BEGIN Dataset records

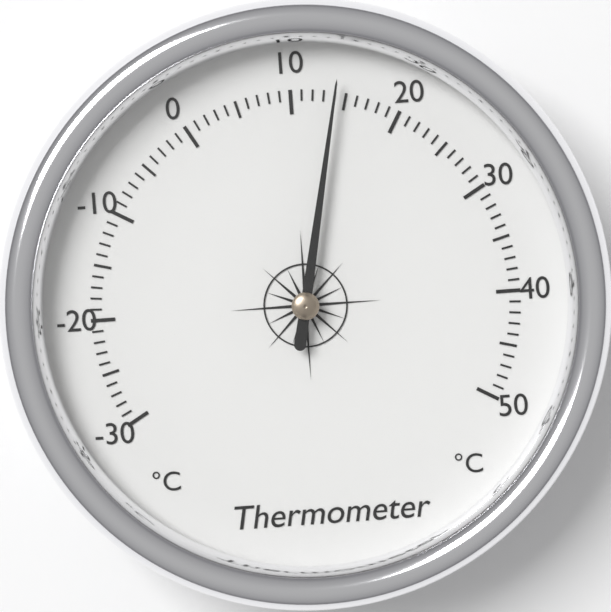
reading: 14 °C
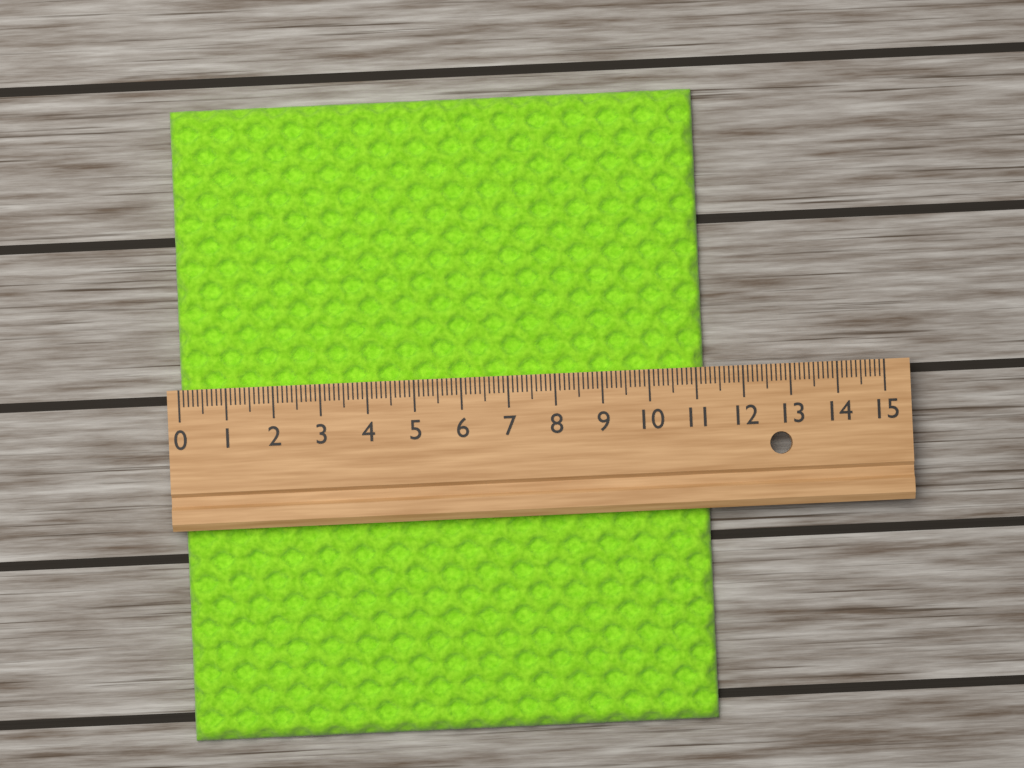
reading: 11.2 (no unit)
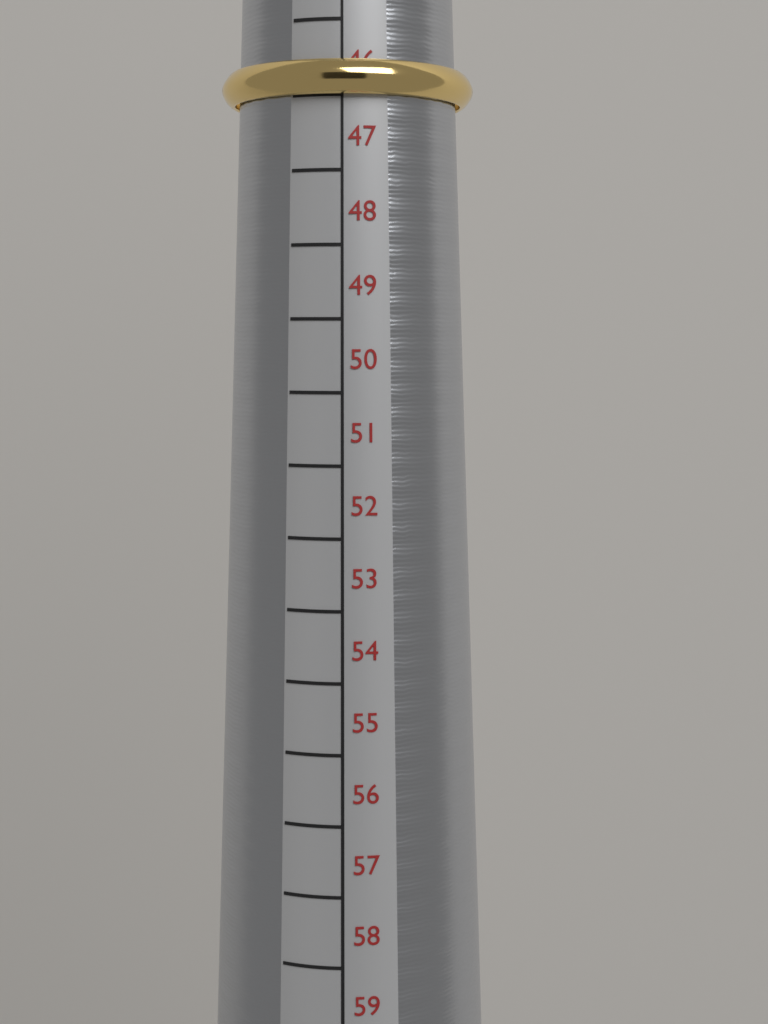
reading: 46 mm
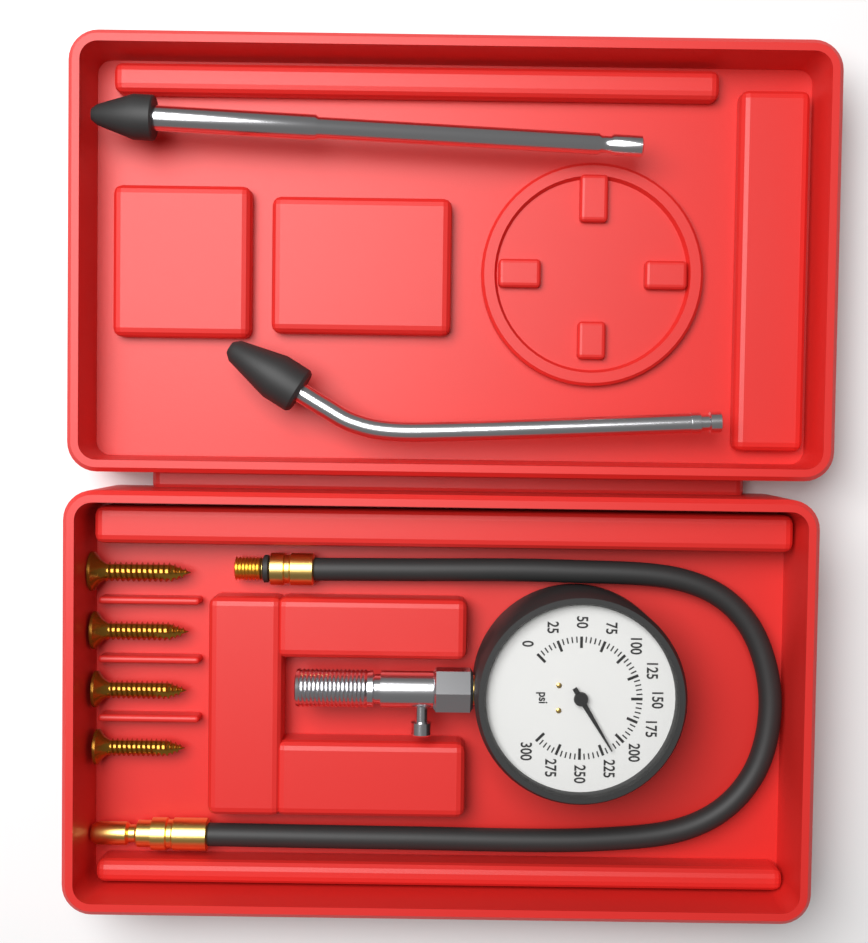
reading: 215 psi
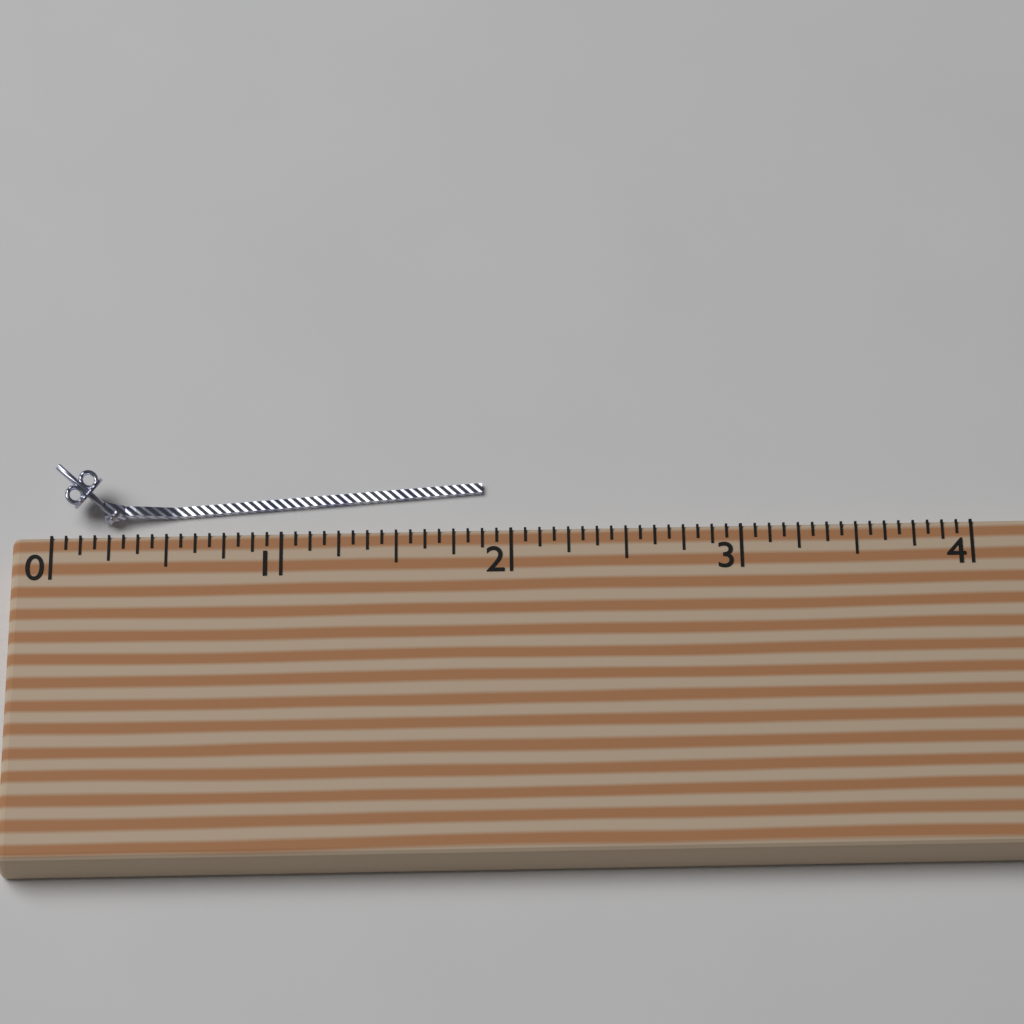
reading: 1.8750 (no unit)
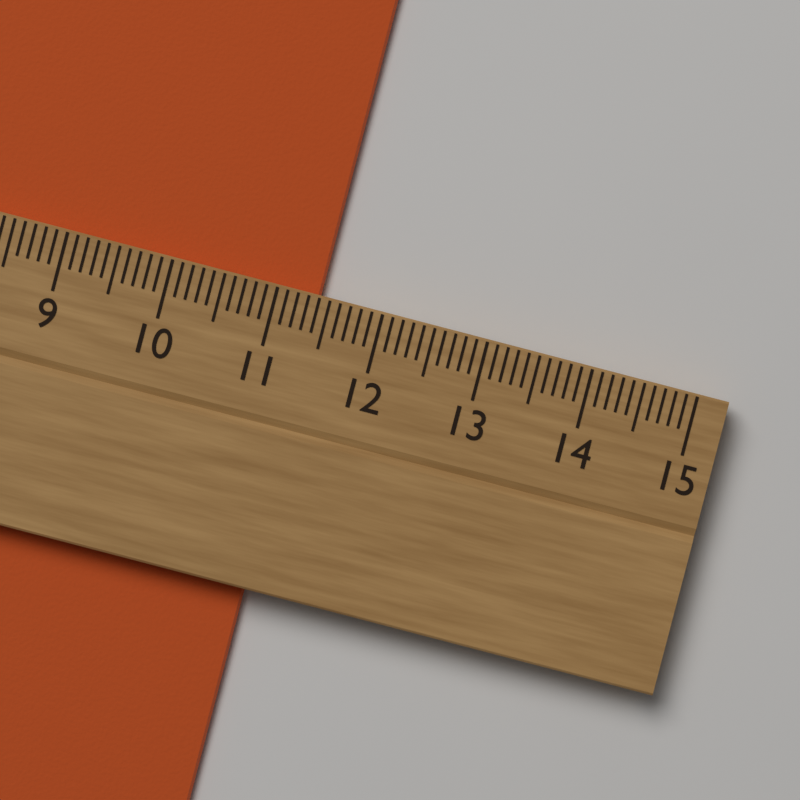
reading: 11.4 cm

END Dataset records

**What to produce:**
Give the lines of the entries above exactly as they appear, leaving out each picture.

**Expected output:**
reading: 14 °C
reading: 11.2 (no unit)
reading: 46 mm
reading: 215 psi
reading: 1.8750 (no unit)
reading: 11.4 cm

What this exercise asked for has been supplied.